A couple of weeks ago, Red Hat Enterprise Linux 9.2 and Red Hat Enterprise Linux 8.8 have been release – time to look at the new features here with regards to KVM virtualization on IBM Z systems.

Rebased versions in RHEL 9.2

The KVM code in the 5.14-based kernel of RHEL 9.2 has been refreshed to the state of the upstream 6.0 kernel.

Additionally, many packages from the virtualization stack have been rebased in RHEL 9.2. The following versions are now available:

  • QEMU 7.2.0 (updated from 7.0.0 in RHEL 9.1)
  • libvirt 9.0.0 (updated from 8.5.0 in RHEL 9.1)
  • virt-install 4.1.0 (updated from 4.0.0 in RHEL 9.1)
  • libguestfs 1.48.4
  • libslirp 4.4.0

Speaking of libslirp, a new alternative to the “slirp” user mode networking called passt has been added in RHEL 9.2 for the first time and can be used by installing the “passt” package and adjusting the XML definition of your guest accordingly. “passt” should provide more performance than “slirp” and was designed with security in mind.

Beside the generic new features that are available thanks to the rebased packages in RHEL 9.2, there are also some cool new IBM Z-specific features which have been explicitly backported to the RHEL 9.2 and 8.8 code base:

Secure execution guest dump encryption with customer keys

When running secure guests it is of course normally not possible to dump the guest’s memory from the host (e.g. with virsh dump --memory-only) since the memory pages of the guest are not available to the host system anymore.

However, in some cases (e.g. when debugging a misbehaving or crashing kernel in the guest), the owner of the guest VM still might want to get a dump of the guest memory – just without providing it in clear text to the administrator of the host system. With RHEL 9.2 and 8.8, this is now possible on the new z16 mainframe. Please see the related documentation from IBM to learn how to set up such a dump.

Crypto passthrough hotplug

vfio-ap crypto adapters can now be hotplugged to guests during runtime, too, which brings you more flexibility, without the need to shutdown your guests to change their configurations.

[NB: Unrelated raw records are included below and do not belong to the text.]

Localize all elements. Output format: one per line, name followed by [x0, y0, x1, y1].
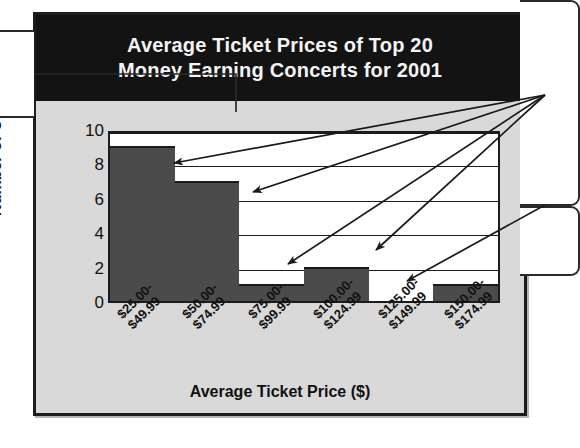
callout-box-left [0, 30, 34, 118]
x-tick-slot: $25.00-$49.99 [108, 307, 173, 395]
chart-title-line-2: Money Earning Concerts for 2001 [118, 58, 442, 83]
plot-area [108, 131, 500, 303]
chart-title-line-1: Average Ticket Prices of Top 20 [127, 33, 433, 58]
callout-box-right-top [520, 0, 580, 206]
bar-slot [175, 133, 240, 301]
bar-slot [433, 133, 498, 301]
x-tick-slot: $75.00-$99.99 [239, 307, 304, 395]
x-tick-slot: $150.00-$174.99 [435, 307, 500, 395]
callout-box-right-bottom [520, 206, 580, 276]
chart-title-banner: Average Ticket Prices of Top 20 Money Ea… [36, 15, 524, 101]
bar-series [110, 133, 498, 301]
chart-figure-frame: Average Ticket Prices of Top 20 Money Ea… [33, 12, 527, 416]
x-tick-slot: $50.00-$74.99 [173, 307, 238, 395]
y-tick-label: 6 [78, 191, 104, 208]
x-axis-title: Average Ticket Price ($) [36, 383, 524, 401]
bar-slot [369, 133, 434, 301]
x-tick-slot: $125.00-$149.99 [369, 307, 434, 395]
bar [110, 146, 175, 301]
y-tick-label: 8 [78, 156, 104, 173]
x-axis-tick-labels: $25.00-$49.99$50.00-$74.99$75.00-$99.99$… [108, 307, 500, 395]
bar-slot [304, 133, 369, 301]
y-axis-tick-labels: 0246810 [70, 131, 104, 303]
bar-slot [239, 133, 304, 301]
y-tick-label: 2 [78, 260, 104, 277]
y-tick-label: 0 [78, 294, 104, 311]
bar-slot [110, 133, 175, 301]
y-tick-label: 10 [78, 122, 104, 139]
x-tick-slot: $100.00-$124.99 [304, 307, 369, 395]
y-tick-label: 4 [78, 225, 104, 242]
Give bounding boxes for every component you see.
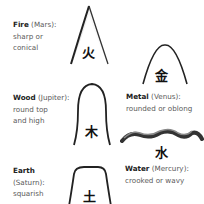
- fire-name: Fire: [13, 20, 29, 29]
- wood-desc-1: round top: [13, 104, 69, 116]
- fire-label: Fire (Mars): sharp or conical: [13, 19, 56, 54]
- metal-planet: (Venus):: [151, 92, 181, 101]
- metal-glyph: 金: [155, 69, 168, 82]
- earth-desc-1: squarish: [13, 188, 45, 200]
- wood-name: Wood: [13, 93, 36, 102]
- earth-name: Earth: [13, 166, 35, 175]
- earth-planet: (Saturn):: [13, 177, 45, 189]
- water-name: Water: [125, 164, 149, 173]
- water-planet: (Mercury):: [152, 164, 189, 173]
- fire-desc-1: sharp or: [13, 31, 56, 43]
- fire-desc-2: conical: [13, 42, 56, 54]
- wood-desc-2: and high: [13, 115, 69, 127]
- fire-planet: (Mars):: [31, 20, 56, 29]
- earth-label: Earth (Saturn): squarish: [13, 165, 45, 200]
- water-desc-1: crooked or wavy: [125, 175, 189, 187]
- earth-glyph: 土: [83, 190, 96, 203]
- wood-label: Wood (Jupiter): round top and high: [13, 92, 69, 127]
- metal-desc-1: rounded or oblong: [126, 103, 192, 115]
- fire-glyph: 火: [82, 46, 95, 59]
- metal-label: Metal (Venus): rounded or oblong: [126, 91, 192, 114]
- wood-planet: (Jupiter):: [38, 93, 69, 102]
- metal-name: Metal: [126, 92, 149, 101]
- wood-glyph: 木: [85, 125, 98, 138]
- water-glyph: 水: [155, 146, 168, 159]
- water-label: Water (Mercury): crooked or wavy: [125, 163, 189, 186]
- water-mountain-icon: [120, 127, 204, 145]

Enhanced interpretation for PCI functions

The kernel code in RHEL 9.2 and 8.8 can now enable a new firmware/hardware feature of the recent IBM Z machines that can speed up the performance of passthrough PCI devices (more events can be handled within the guest, without intervention of the KVM hypervisor). Additionally, this now also allows to pass ISM PCI devices through to KVM guests (which was not possible before).